The Atlantis Plague (The Origin Mystery, #2)(99)
Her partner glanced at Kate.
“Prioritize. Save the ones we can,” she said.
He returned to the controls, and Kate felt the ship lift up. The map traced its trajectory. It raced across Africa, barreling toward Gibraltar.
Dorian stood still as a statue, staring at her.
Her partner raced to the door, then stopped. “Are you coming?”
Kate was lost in thought. Three extinction alerts—at the same time. What did it mean?
Was Dorian eliminating all the other subspecies? Was he testing his weapon, ending the experiment? Did he have what he wanted? Had he betrayed her? Or was it something else?
Was this the work of their enemy?
Chance? Pure coincidence?
Either alternative was possible, yet remote.
Kate would know the truth soon.
Her partner’s back was to her.
Another question dominated her mind. Who was he?
She needed to see his face, needed to find out who her ally was.
She needed answers.
She tried to focus. “Yes. I’m coming.”
Dr. Paul Brenner stared at the patchwork of screens in the Orchid Ops room. Casualty rates were climbing.
Budapest Orchid District: 37% of total population confirmed dead.
Miami Orchid District: 34% of total population confirmed dead.
A countdown clock in the corner read: 1:45:08.
Less than two hours to the near extinction of the human race. Or at the very least, the next stage in human evolution.
After the Euthanasia Protocol, there would be two groups of humans left: the rapidly evolving, and the devolving. There would be two separate subspecies of humans for the first time in thousands of years. Paul knew that state would end soon, just as it had before: with a single subspecies. And it wouldn’t be the less-evolved.
The survivors would have the world to themselves, the genetically inferior cleared away.
CHAPTER 81
You’re listening to the BBC, the voice of human triumph on this, the eighty-first day of the Atlantis Plague.
This is a special news bulletin.
A cure, ladies and gentlemen.
Leaders from across the Orchid Alliance, including America, the UK, Germany, Australia, and France, have announced that they have finally found a cure for the Atlantis Plague.
The announcements couldn’t have come at a better time. The BBC has acquired classified reports and received eyewitness accounts from around the world that claim the death rate is now as high as forty percent in some Orchid Districts.
The announcements were issued in terse statements, and the heads of state have denied all requests for interviews, leaving experts and pundits to wonder about this mysterious cure—specifically, how it could seemingly be manufactured overnight.
Directors of several Orchid Districts, speaking on the condition of anonymity, have insisted that the existing Orchid production plants were already set up to manufacture the new drug, and that it will be handed out within hours.
This has been a BBC special news bulletin.
CHAPTER 82
Kate was in the decompression chamber again, wearing the suit. She turned quickly, glancing at her partner. He was also suited up.
“The drones only identified one survivor.”
One survivor. Incredible. Too… convenient. “Copy,” Kate said.
She turned. Dorian was there. He wasn’t wearing a suit. “You two go. I’ll manage the ship.”
Kate tried to read his expression. Her partner strapped the rest of his field gear on.
Dorian fled the room just as the last of the air was sucked out.
Two floating chariots issued from the walls, and she and her partner each mounted one and flew out of the lander.
The scene was breathtaking: a prehistoric settlement surrounded by stone monuments, like an outdoor amphitheater centered around a vast stone hearth that sent a blazing inferno toward the sky.
Several humans were leading the Neanderthal to the communal fire, but they released him and backed away as the chariots approached.
Her partner grabbed the Neanderthal, injected him with a sedative, and threw him across his chariot. They turned and raced back to the ship.
“I don’t trust him,” her partner said on a private channel.
I don’t either, Kate thought. But she held her tongue. If Dorian had betrayed them, set this up, it was partly her fault. She had done the research he needed.
Dorian watched the glistening water of the Mediterranean fly by below. He was half-awake, exhausted from lack of sleep.
The memories seemed to assault him now, like a movie he was forced to watch. Another scene came, and he couldn’t turn away, couldn’t escape. There was nowhere to run from his own mind. The helicopter and the Immari strike team sitting across from him dissolved, and a room rose up around him.
He knew the place well: the structure in Gibraltar.
He stood in the control center, watching Kate and her partner race to save the primitive.
Fools.
Bleeding hearts.
Why can’t they accept the inevitable? Their science and their morals blind them to the truth, the unmistakable reality: that this world, and the universe that surrounds it, has enough room for only one sentient race. Resources are finite. It must be us. We are at war for our lives. These scientists will be remembered as those who were seduced by morality, the code we gave to the primitives, to maintain peace, to perpetuate a lie: that coexistence is possible. In an environment with limited resources and unlimited population growth, one species must triumph over the other.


▶ _Requirement_
Look through the data below and return each line where "photon" appears.
══ Study material ══
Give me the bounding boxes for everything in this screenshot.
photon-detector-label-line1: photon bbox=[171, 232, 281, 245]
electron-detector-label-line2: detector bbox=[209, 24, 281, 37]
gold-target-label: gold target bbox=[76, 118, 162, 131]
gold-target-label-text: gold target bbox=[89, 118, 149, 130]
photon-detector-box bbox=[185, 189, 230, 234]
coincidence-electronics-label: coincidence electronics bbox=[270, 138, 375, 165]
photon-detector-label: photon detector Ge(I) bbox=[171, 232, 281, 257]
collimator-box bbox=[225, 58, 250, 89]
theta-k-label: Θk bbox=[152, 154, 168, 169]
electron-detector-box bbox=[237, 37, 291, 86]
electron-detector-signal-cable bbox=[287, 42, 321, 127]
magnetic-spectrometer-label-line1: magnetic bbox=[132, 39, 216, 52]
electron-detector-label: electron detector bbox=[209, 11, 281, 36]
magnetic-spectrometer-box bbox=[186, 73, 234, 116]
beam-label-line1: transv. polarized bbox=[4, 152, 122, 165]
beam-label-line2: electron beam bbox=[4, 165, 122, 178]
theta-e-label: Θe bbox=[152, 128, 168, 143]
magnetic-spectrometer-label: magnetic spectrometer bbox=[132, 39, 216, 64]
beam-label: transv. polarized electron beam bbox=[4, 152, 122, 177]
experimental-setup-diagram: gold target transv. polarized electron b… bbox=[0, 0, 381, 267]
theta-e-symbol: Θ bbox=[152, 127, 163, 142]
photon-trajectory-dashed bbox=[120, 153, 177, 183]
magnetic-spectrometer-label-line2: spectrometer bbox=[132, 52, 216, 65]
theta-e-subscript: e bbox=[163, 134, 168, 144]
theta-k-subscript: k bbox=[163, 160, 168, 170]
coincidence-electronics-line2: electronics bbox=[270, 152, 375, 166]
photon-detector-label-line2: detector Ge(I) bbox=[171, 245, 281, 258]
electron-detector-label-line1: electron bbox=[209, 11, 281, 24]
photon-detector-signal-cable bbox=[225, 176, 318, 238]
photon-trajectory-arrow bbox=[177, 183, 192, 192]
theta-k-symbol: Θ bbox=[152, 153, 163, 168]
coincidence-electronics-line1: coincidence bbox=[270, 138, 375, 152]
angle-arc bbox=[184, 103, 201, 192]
═══
▶ _Answer area_
photon-detector-label-line1: photon bbox=[171, 232, 281, 245]
photon-detector-box bbox=[185, 189, 230, 234]
photon-detector-label: photon detector Ge(I) bbox=[171, 232, 281, 257]
photon-trajectory-dashed bbox=[120, 153, 177, 183]
photon-detector-label-line2: detector Ge(I) bbox=[171, 245, 281, 258]
photon-detector-signal-cable bbox=[225, 176, 318, 238]
photon-trajectory-arrow bbox=[177, 183, 192, 192]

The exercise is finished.